▶ **What this task involves**
Would you repeat word for word the lines of the listing that follows, from the one with "The height and" up to and including the one with "This screenshot has height=868, width=434.", and leave out the images?
*** Available data
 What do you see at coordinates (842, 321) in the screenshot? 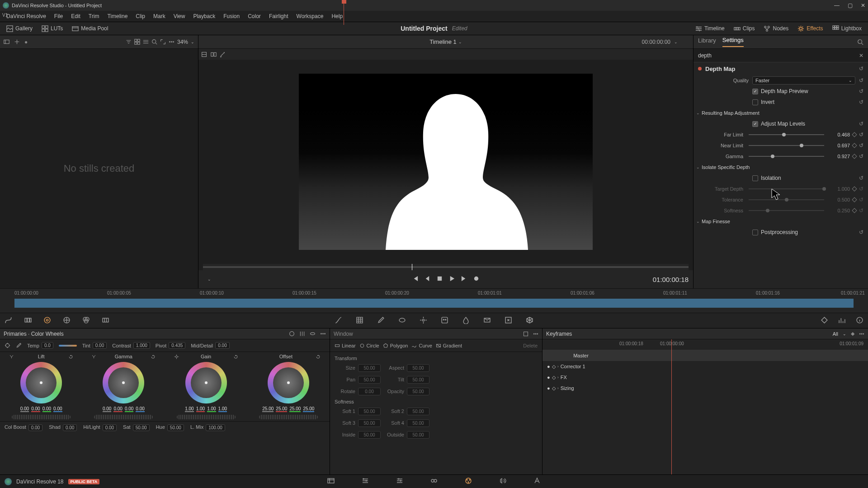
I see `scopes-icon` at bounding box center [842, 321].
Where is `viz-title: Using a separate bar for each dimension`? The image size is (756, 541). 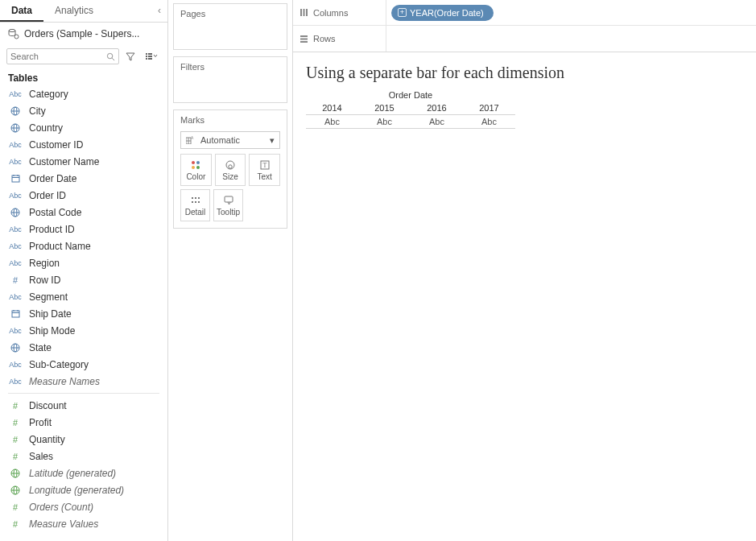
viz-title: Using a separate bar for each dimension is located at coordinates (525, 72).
******
*** Available data
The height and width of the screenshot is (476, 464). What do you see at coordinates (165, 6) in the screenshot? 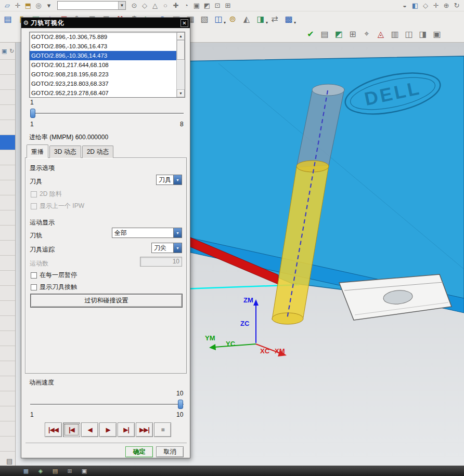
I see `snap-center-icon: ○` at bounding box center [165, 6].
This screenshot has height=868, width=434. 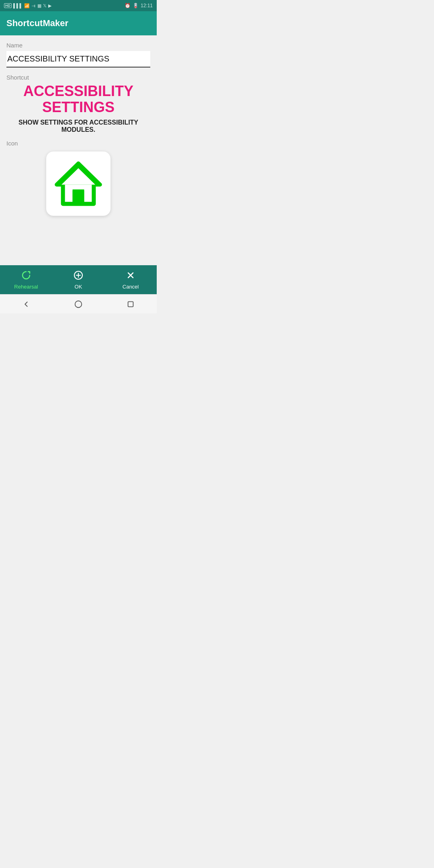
******
*** Available data
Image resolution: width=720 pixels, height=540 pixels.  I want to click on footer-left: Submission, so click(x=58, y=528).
******
▶ **Response to this task**
The height and width of the screenshot is (476, 464). What do you see at coordinates (165, 6) in the screenshot? 
I see `snap-center-icon: ○` at bounding box center [165, 6].
This screenshot has height=868, width=434. 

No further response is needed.